GEO is no sprint and no trick for brokers. It's the consistent translation of your already existing duties of care and transparency into a form machines understand and cite. Whoever works cleanly and honestly has a structural advantage here over anyone betting on advertising slogans.

Common questions

As a broker, may I publish AI-generated texts unchecked at all?

No. AI models occasionally invent wrong deadlines, benefits or guarantees. In your industry that can quickly become false advice or a UWG violation. Every AI text must be professionally reviewed before publication, reconciled with the terms and conditions and freed of superlatives. Document the review briefly with a date and initials, also with an eye to your professional liability insurance.

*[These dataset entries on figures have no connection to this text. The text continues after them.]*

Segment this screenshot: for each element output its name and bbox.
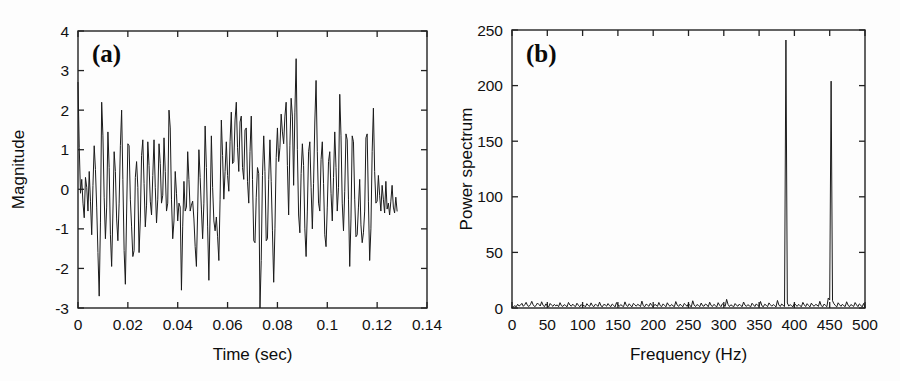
figure-container: 00.020.040.060.080.10.120.14-3-2-101234T… bbox=[0, 0, 900, 381]
x-tick-label: 0.02 bbox=[113, 316, 143, 333]
y-tick-label: 50 bbox=[486, 244, 504, 261]
x-tick-label: 0.12 bbox=[362, 316, 392, 333]
x-tick-label: 350 bbox=[746, 316, 772, 333]
x-tick-label: 0 bbox=[508, 316, 517, 333]
x-tick-label: 500 bbox=[852, 316, 878, 333]
x-tick-label: 0.08 bbox=[262, 316, 292, 333]
y-tick-label: 0 bbox=[60, 181, 69, 198]
panel-b-power-spectrum: 0501001502002503003504004505000501001502… bbox=[450, 0, 900, 381]
data-series-line bbox=[512, 40, 865, 308]
chart-a-root: 00.020.040.060.080.10.120.14-3-2-101234T… bbox=[9, 23, 442, 365]
x-tick-label: 0.14 bbox=[412, 316, 443, 333]
y-tick-label: 0 bbox=[494, 300, 503, 317]
y-tick-label: 1 bbox=[60, 141, 69, 158]
y-axis-title: Power spectrum bbox=[457, 108, 476, 231]
x-tick-label: 450 bbox=[817, 316, 843, 333]
x-tick-label: 400 bbox=[781, 316, 807, 333]
plot-frame bbox=[512, 30, 865, 308]
y-tick-label: 3 bbox=[60, 62, 69, 79]
y-tick-label: -3 bbox=[55, 300, 69, 317]
y-tick-label: 150 bbox=[477, 133, 503, 150]
chart-b-svg: 0501001502002503003504004505000501001502… bbox=[450, 0, 900, 381]
x-axis-title: Frequency (Hz) bbox=[630, 345, 747, 364]
x-tick-label: 100 bbox=[570, 316, 596, 333]
y-tick-label: 2 bbox=[60, 102, 69, 119]
y-tick-label: 100 bbox=[477, 188, 503, 205]
y-tick-label: 4 bbox=[60, 23, 69, 40]
chart-b-root: 0501001502002503003504004505000501001502… bbox=[457, 22, 878, 365]
y-tick-label: -1 bbox=[55, 220, 69, 237]
x-tick-label: 0.04 bbox=[163, 316, 194, 333]
x-tick-label: 200 bbox=[640, 316, 666, 333]
y-tick-label: -2 bbox=[55, 260, 69, 277]
x-tick-label: 250 bbox=[676, 316, 702, 333]
x-tick-label: 0 bbox=[74, 316, 83, 333]
x-tick-label: 0.1 bbox=[317, 316, 339, 333]
y-tick-label: 250 bbox=[477, 22, 503, 39]
x-tick-label: 0.06 bbox=[212, 316, 242, 333]
panel-label: (a) bbox=[92, 40, 121, 68]
x-tick-label: 150 bbox=[605, 316, 631, 333]
y-axis-title: Magnitude bbox=[9, 130, 28, 209]
data-series-line bbox=[78, 59, 397, 308]
chart-a-svg: 00.020.040.060.080.10.120.14-3-2-101234T… bbox=[0, 0, 450, 381]
x-tick-label: 50 bbox=[539, 316, 557, 333]
y-tick-label: 200 bbox=[477, 77, 503, 94]
panel-label: (b) bbox=[526, 40, 557, 68]
panel-a-time-domain: 00.020.040.060.080.10.120.14-3-2-101234T… bbox=[0, 0, 450, 381]
x-tick-label: 300 bbox=[711, 316, 737, 333]
x-axis-title: Time (sec) bbox=[213, 345, 293, 364]
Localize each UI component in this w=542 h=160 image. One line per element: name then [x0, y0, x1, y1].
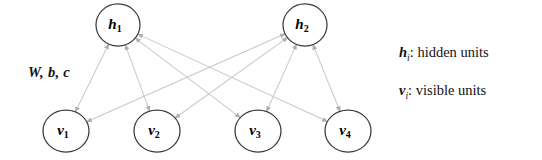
node-v4[interactable]: v4 — [325, 110, 371, 152]
node-h1[interactable]: h1 — [96, 4, 140, 46]
edge-h2-v2 — [175, 38, 287, 118]
edge-h2-v3 — [267, 44, 297, 111]
edge-h2-v1 — [87, 34, 285, 122]
legend-hidden-symbol: hi — [399, 44, 410, 60]
node-label-sub-h2: 2 — [304, 23, 309, 34]
edge-h2-v4 — [313, 45, 340, 112]
legend-visible-units: vi: visible units — [399, 82, 486, 101]
parameters-label: W, b, c — [28, 64, 70, 81]
node-label-sub-v3: 3 — [256, 129, 261, 140]
node-v3[interactable]: v3 — [235, 110, 281, 152]
edge-h1-v2 — [125, 45, 149, 111]
edge-h1-v1 — [75, 44, 108, 112]
node-v2[interactable]: v2 — [134, 110, 180, 152]
node-label-sub-h1: 1 — [117, 23, 122, 34]
rbm-diagram-figure: h1h2v1v2v3v4 W, b, c hi: hidden units vi… — [0, 0, 542, 160]
legend-visible-separator: : — [408, 82, 416, 98]
graph-canvas: h1h2v1v2v3v4 — [0, 0, 542, 160]
node-label-sub-v4: 4 — [346, 129, 351, 140]
node-label-sub-v2: 2 — [155, 129, 160, 140]
legend-visible-description: visible units — [416, 82, 487, 98]
edges-group — [75, 34, 340, 122]
legend-hidden-symbol-base: h — [399, 44, 407, 60]
node-h2[interactable]: h2 — [283, 4, 327, 46]
node-label-sub-v1: 1 — [64, 129, 69, 140]
edge-h1-v3 — [135, 38, 240, 118]
edge-h1-v4 — [138, 34, 328, 121]
legend-hidden-description: hidden units — [417, 44, 488, 60]
legend-visible-symbol: vi — [399, 82, 408, 98]
legend-hidden-units: hi: hidden units — [399, 44, 489, 63]
node-v1[interactable]: v1 — [43, 110, 89, 152]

How do I name prices without making an inadmissible binding assurance?

Work with ranges and clearly mark them as guidance: "For a healthy 30-year-old electrician the disability insurance premium is often between 60 and 120 euros a month, depending on coverage." Always add that a binding statement is only possible after a personal needs analysis. This way you give the AI a citable answer and at the same time stay within your advisory obligations under the IDD.

May I compare concrete insurers or tariffs in my content?

Only very cautiously. Named comparisons like "provider Z pays out less often" are a UWG risk without a solid, current source. Better is a comparison at the criteria level: explain what to watch for in the disability definition, the abstract referral or the health questions. This way you deliver the comparison value AI systems appreciate, without vulnerably assessing a competitor.